COMPANY: CODTECH IT SOLUTIONS
NAME: SIDDHI TANAJI SATAV
INTERN ID: CTIS0158
DOMAIN: Python Programming
DURATION: 4 WEEEKS
MENTOR: NEELA SANTOSH
Internship Project Submission
CODTECH Internship – Task 4 Title: Spam Message Classification Using Scikit‑Learn
-
Objective Create a predictive model using scikit‑learn to classify text messages as spam or ham (not spam). The implementation and evaluation are presented in a Jupyter notebook, fulfilling the requirement to build and document a predictive model.
-
Tech Stack Language: Python 3 Environment: Jupyter Notebook (.ipynb) Libraries: pandas – data loading and preprocessing scikit-learn – machine learning (model, train–test split, metrics) numpy – numerical support (used by scikit‑learn) Install dependencies: bash pip install pandas scikit-learn numpy
-
Dataset File: spam.csv (placed in the same folder as the notebook). Structure: text label,message spam,"Win a free iPhone now! Click this link to claim your prize." ham,"Are we still meeting for lunch tomorrow at 1 pm?" ... label – target variable (spam or ham). message – SMS/email‑like text content. This small dataset is enough to demonstrate the full ML workflow; it can be replaced with a larger public spam dataset if needed.
-
Notebook Workflow Filename: e.g., Task4_SpamClassifier.ipynb
4.1. Data Loading and Exploration python import pandas as pd df = pd.read_csv("spam.csv") df.head() df['label'].value_counts() Loads data into a DataFrame. Checks class distribution to see how many spam vs ham messages exist.
4.2. Train–Test Split python from sklearn.model_selection import train_test_split X = df['message'] y = df['label']
X_train, X_test, y_train, y_test = train_test_split( X, y, test_size=0.2, random_state=42, stratify=y ) Splits the dataset into training and test sets to evaluate generalization.

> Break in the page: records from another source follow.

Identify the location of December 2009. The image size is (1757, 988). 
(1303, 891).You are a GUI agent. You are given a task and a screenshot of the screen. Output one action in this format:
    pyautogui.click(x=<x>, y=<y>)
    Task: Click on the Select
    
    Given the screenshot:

4.3. Text Vectorization (TF‑IDF) python from sklearn.feature_extraction.text import TfidfVectorizer vectorizer = TfidfVectorizer(stop_words='english') X_train_vec = vectorizer.fit_transform(X_train) X_test_vec = vectorizer.transform(X_test) Converts raw text into numerical feature vectors using TF‑IDF, a common technique in spam detection.

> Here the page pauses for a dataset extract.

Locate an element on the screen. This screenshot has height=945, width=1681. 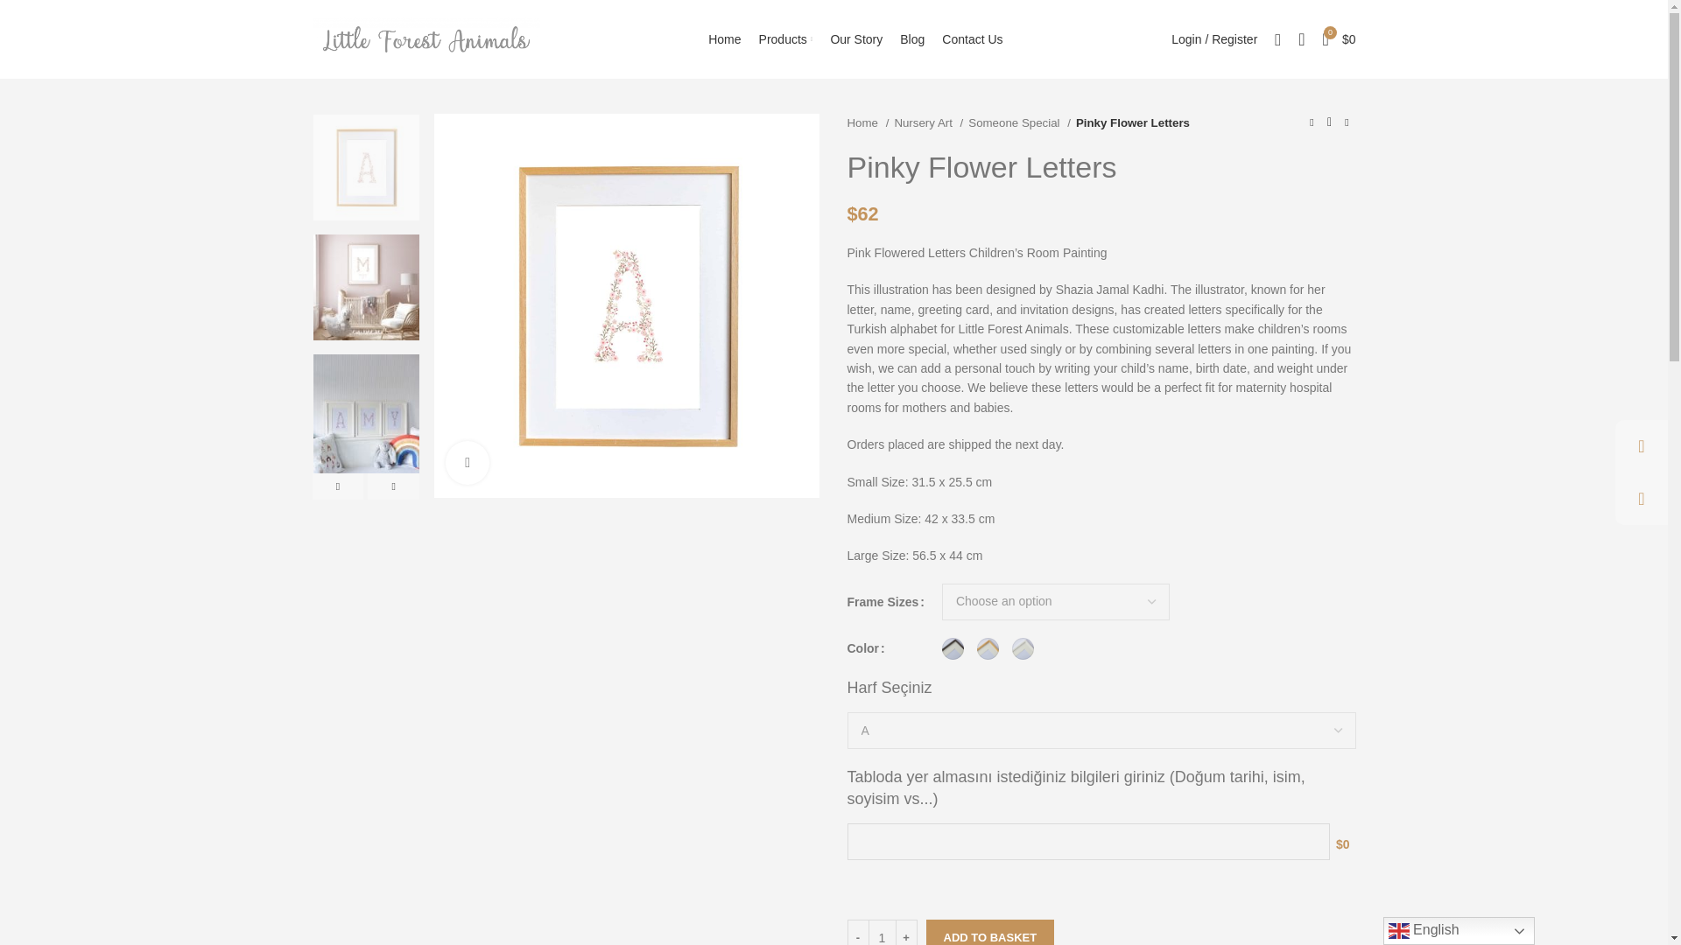
E3BF8C71-1591-4F8D-81BC-ED523842D1B9 is located at coordinates (626, 306).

4.4. Model Training python from sklearn.naive_bayes import MultinomialNB model = MultinomialNB() model.fit(X_train_vec, y_train) Uses Multinomial Naive Bayes, a standard algorithm for text classification, especially spam filters.
4.5. Evaluation python from sklearn.metrics import accuracy_score, confusion_matrix, classification_report y_pred = model.predict(X_test_vec) print("Accuracy:", accuracy_score(y_test, y_pred)) print("\nConfusion matrix:\n", confusion_matrix(y_test, y_pred)) print("\nClassification report:\n", classification_report(y_test, y_pred)) Reports accuracy, confusion matrix, precision, recall, and F1‑score for spam and ham. In markdown cells, the notebook explains what these metrics mean and comments on model performance. 4.6. Predicting New Messages python def predict_message(text): vec = vectorizer.transform([text]) return model.predict(vec)[0]

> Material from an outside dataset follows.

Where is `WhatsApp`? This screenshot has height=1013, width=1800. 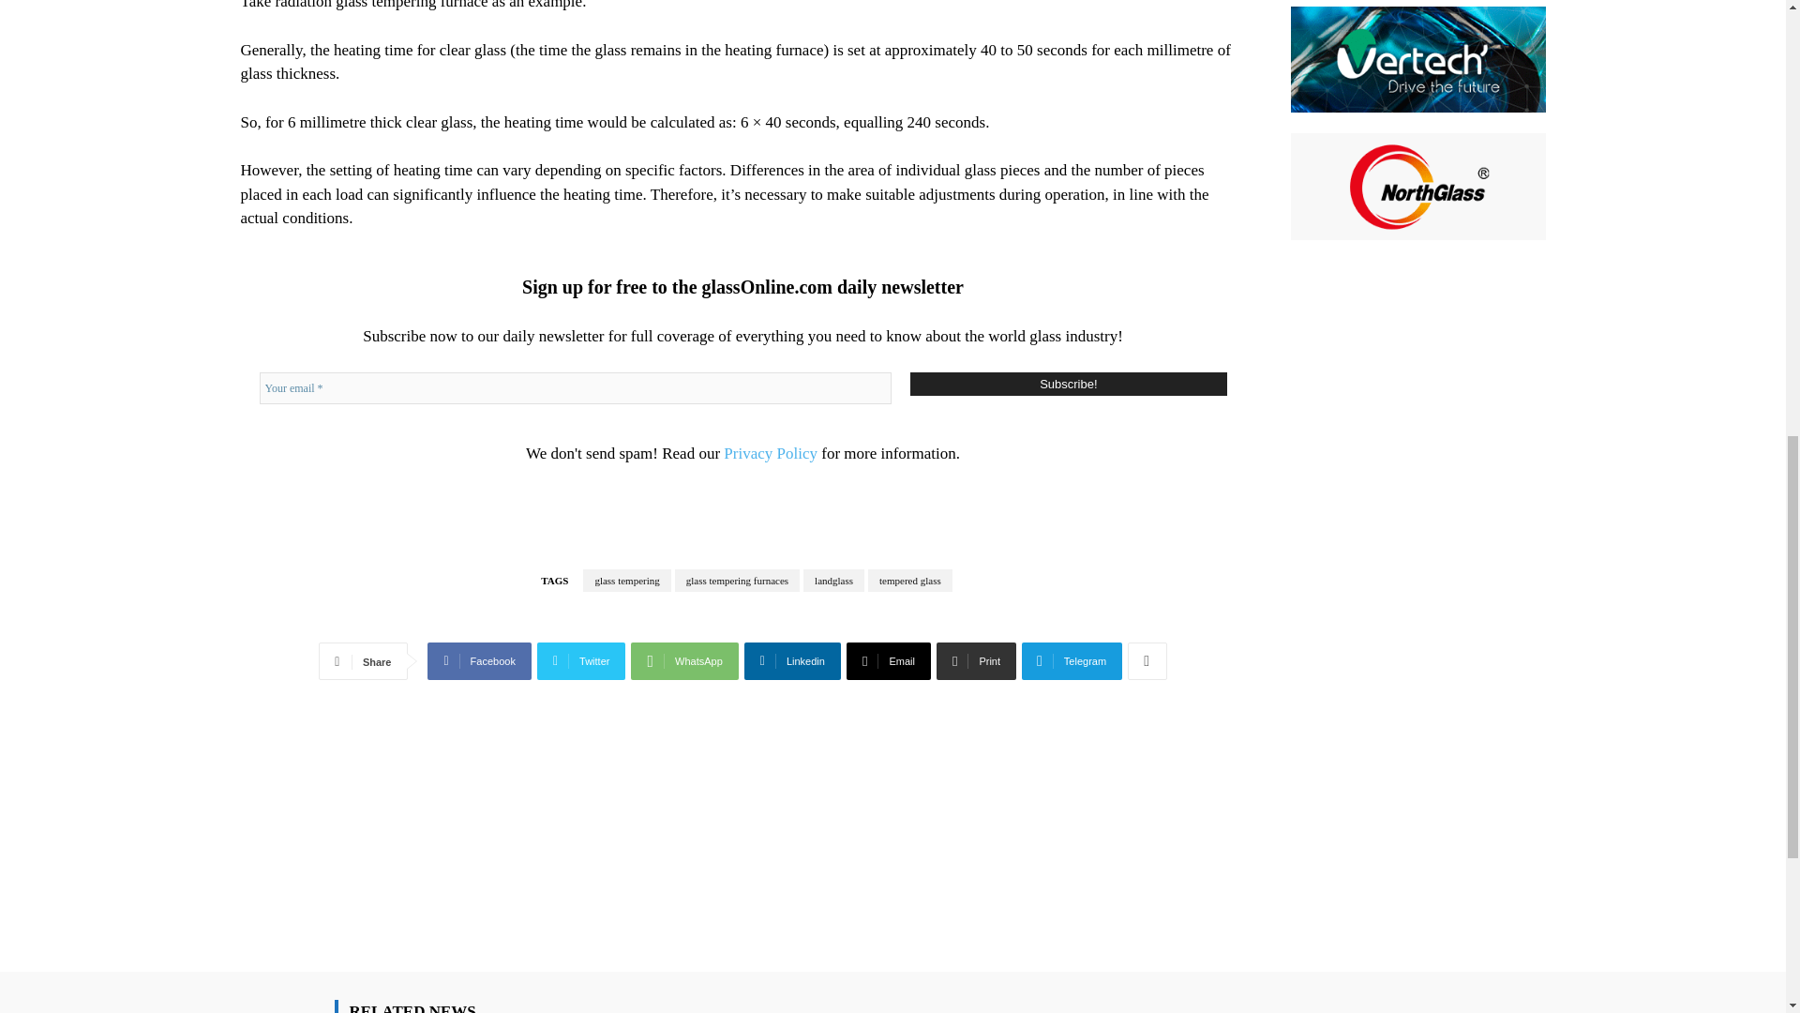
WhatsApp is located at coordinates (684, 660).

print(predict_message("Congratulations! You have won a free lottery. Click here.")) print(predict_message("Please send the project files by evening.")) Demonstrates how to use the trained model for new, unseen messages. Shows example outputs to illustrate practical use.
-
How to Run Ensure the following files are in the same folder: Task4_SpamClassifier.ipynb spam.csv Install dependencies (once): bash pip install pandas scikit-learn numpy Launch Jupyter: bash jupyter notebook Open Task4_SpamClassifier.ipynb and run all cells in order (Kernel → Restart & Run All). You should see: Data preview and label counts. Successful model training. Accuracy and other metrics printed. Example predictions for custom messages.
-
Deliverable Summary Jupyter Notebook: complete implementation and evaluation of the spam classifier. Dataset: spam.csv used for training and testing. The notebook clearly demonstrates the end‑to‑end ML pipeline: data loading, preprocessing, model building, evaluation, and prediction on new data using scikit‑learn.